Wednesday, November 24, 2010

Let the Great World Spin, or my Screed Against Non-Linear Narrative


On the back jacket of Let the Great World Spin, it says “a Joycean look at the lives of New Yorkers changed by a single act on a single day.” Even my beloved Dave Eggers says “There’s so much passion and humor and pure life force on every page that you’ll find yourself giddy, dizzy, overwhelmed.”

Call me underwhelmed.

Here’s the basic plot. A tightrope walker strings a high wire between the top floors of the World Trade Center and walks across, enthralling the entire city. Also happening that day, a support group of mothers who have lost sons in Vietnam meet at a Park Avenue penthouse. Some hookers from the Bronx get arrested. A monk abandons his order to finally sleep with a woman he’s fallen in love with, only to die later that day in a car accident. And of course, all these stories are interrelated – one of the hookers is with the monk at the time of the crash. One of the support group moms ends up adopting her children. Another mom is married to the judge who hears the tightrope walker’s case.
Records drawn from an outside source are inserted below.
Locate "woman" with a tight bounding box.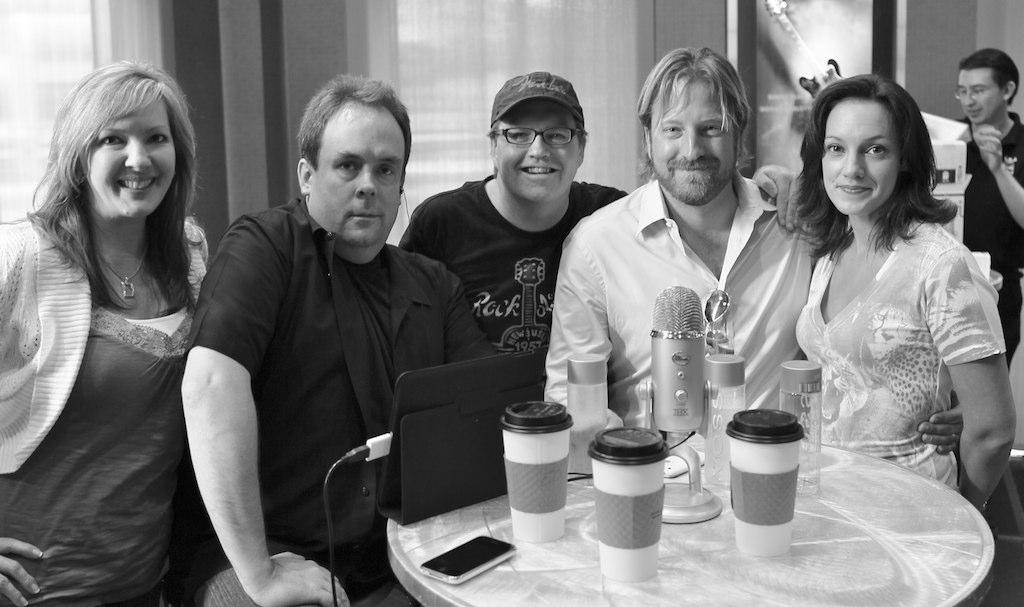
[left=792, top=78, right=1016, bottom=527].
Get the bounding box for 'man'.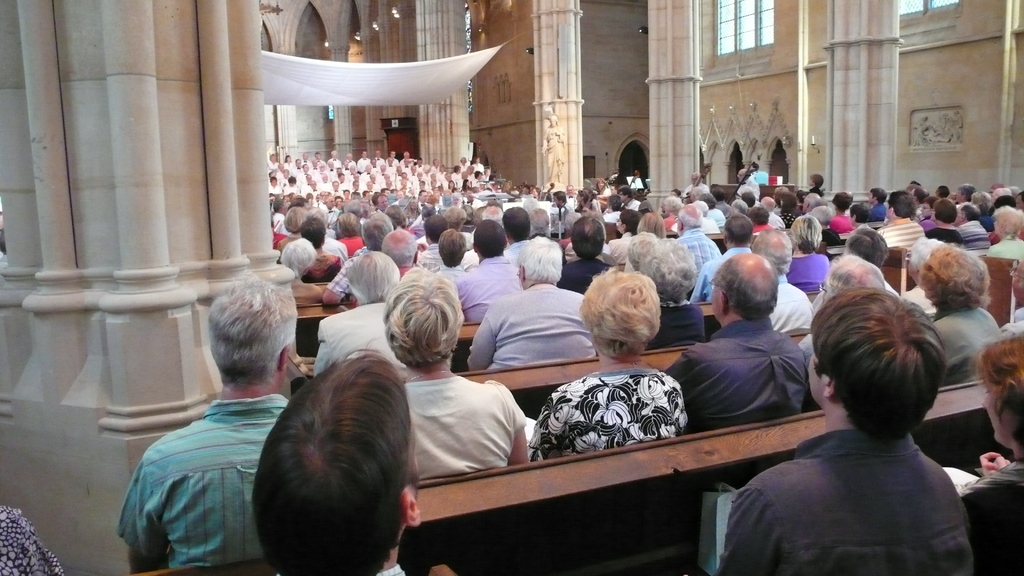
select_region(435, 229, 476, 282).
But Joycean? Just because events are told out of order and from different points of view doesn’t make you Joyce. It makes you a mimic.
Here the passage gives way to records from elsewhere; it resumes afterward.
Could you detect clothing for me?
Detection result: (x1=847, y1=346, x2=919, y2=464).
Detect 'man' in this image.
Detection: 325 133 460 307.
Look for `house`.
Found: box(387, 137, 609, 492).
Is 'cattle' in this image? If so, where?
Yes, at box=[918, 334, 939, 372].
Don’t get me wrong, I love the post-modern version of the non-linear narrative. I really liked Michael Cunningham’s The Hours. Faulkner’s As I Lay Dying is one of my favorite books of all time. I even like non-linear narrative in film, ably pioneered by Quentin Tarrantino in Pulp Fiction and perfected by Paul Thomas Anderson in Magnolia. But, note to authors out there everywhere…THESE BOOKS AND FILMS ARE DECADES OLD. IT’S PLAYED OUT NOW.
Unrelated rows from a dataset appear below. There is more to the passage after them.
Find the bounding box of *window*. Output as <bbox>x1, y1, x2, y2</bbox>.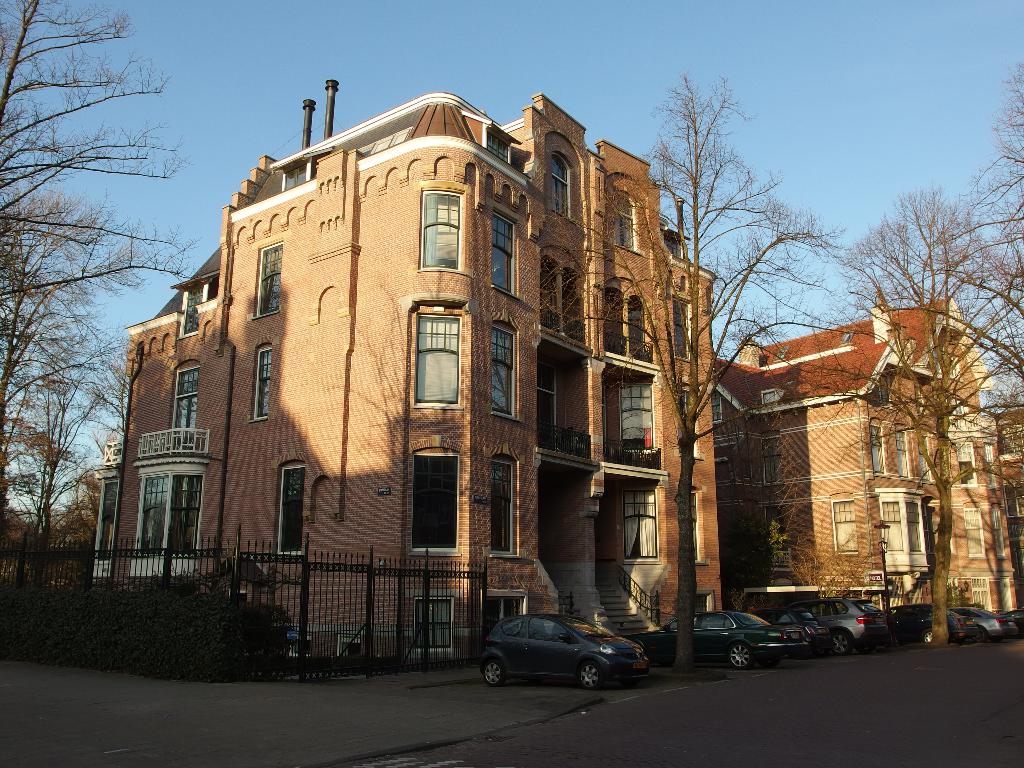
<bbox>488, 209, 522, 294</bbox>.
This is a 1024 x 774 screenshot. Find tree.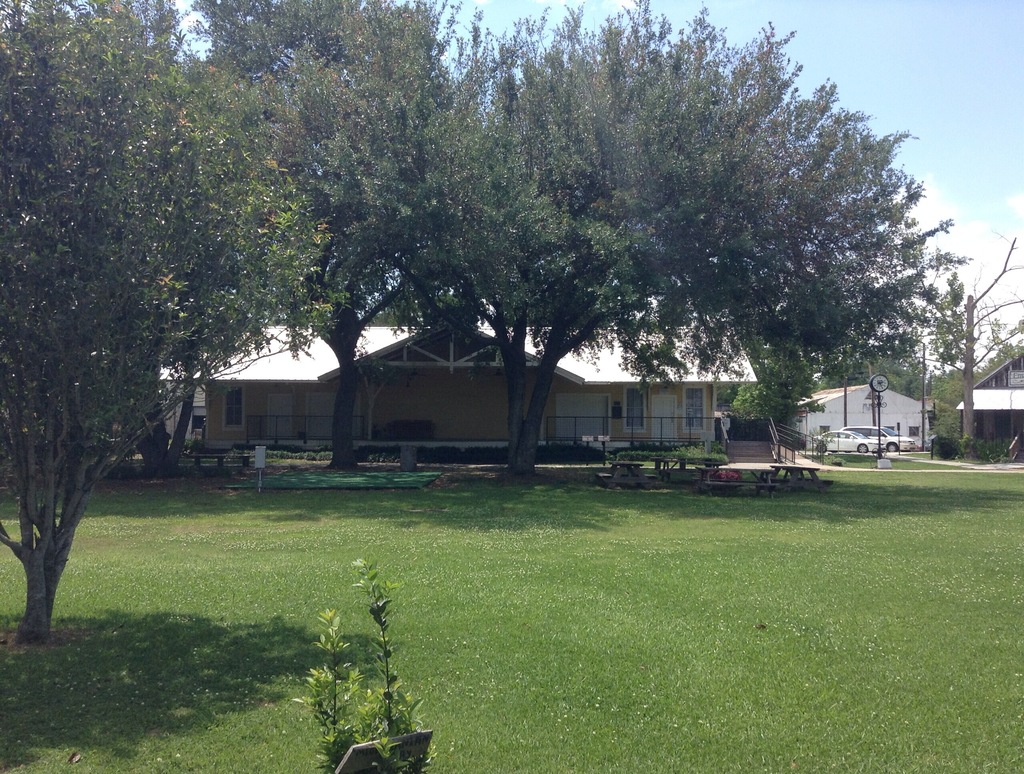
Bounding box: 403, 2, 618, 493.
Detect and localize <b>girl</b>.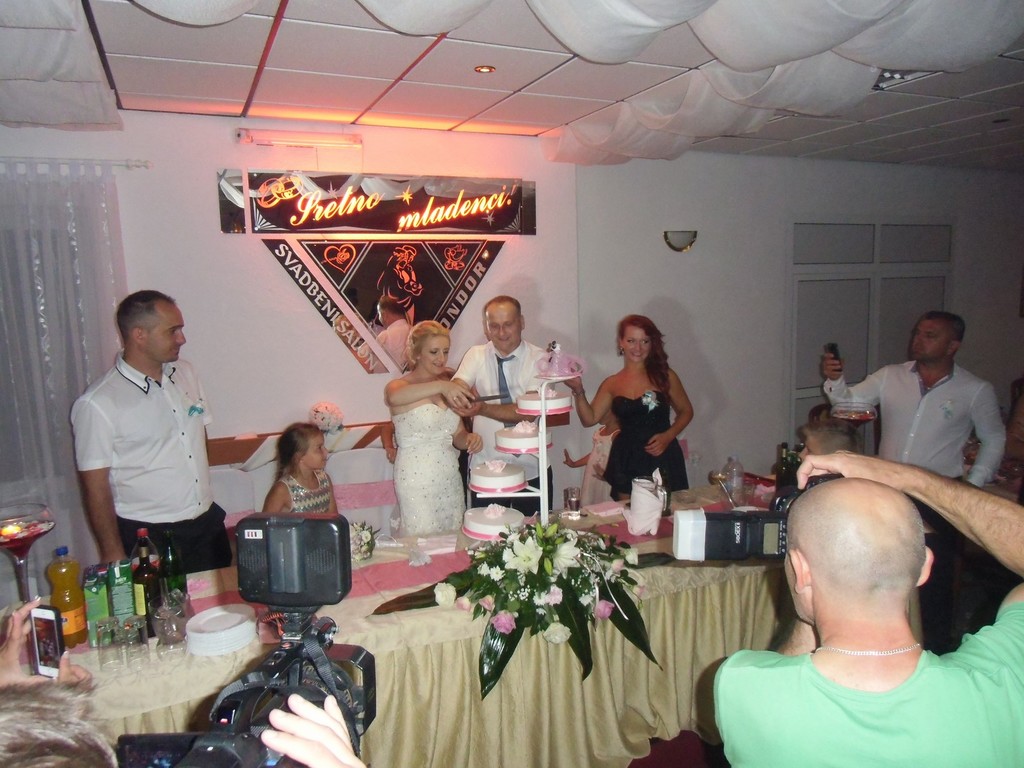
Localized at left=561, top=404, right=620, bottom=504.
If everyone is telling stories in the non-linear fashion, it’s not fresh, innovative or pioneering. It’s boring and predictable. Tarrantino walked away from the style about a decade ago after the Jackie Brown disaster. In fact, the only filmmaker still clinging to the style is Christopher Nolan, but at least he put his spin on Memento by telling the story backward to create the non-linear feel without the story actually taking on non-linear form. That’s inventive. Just rehashing a style without adding a creative take on the genre is not.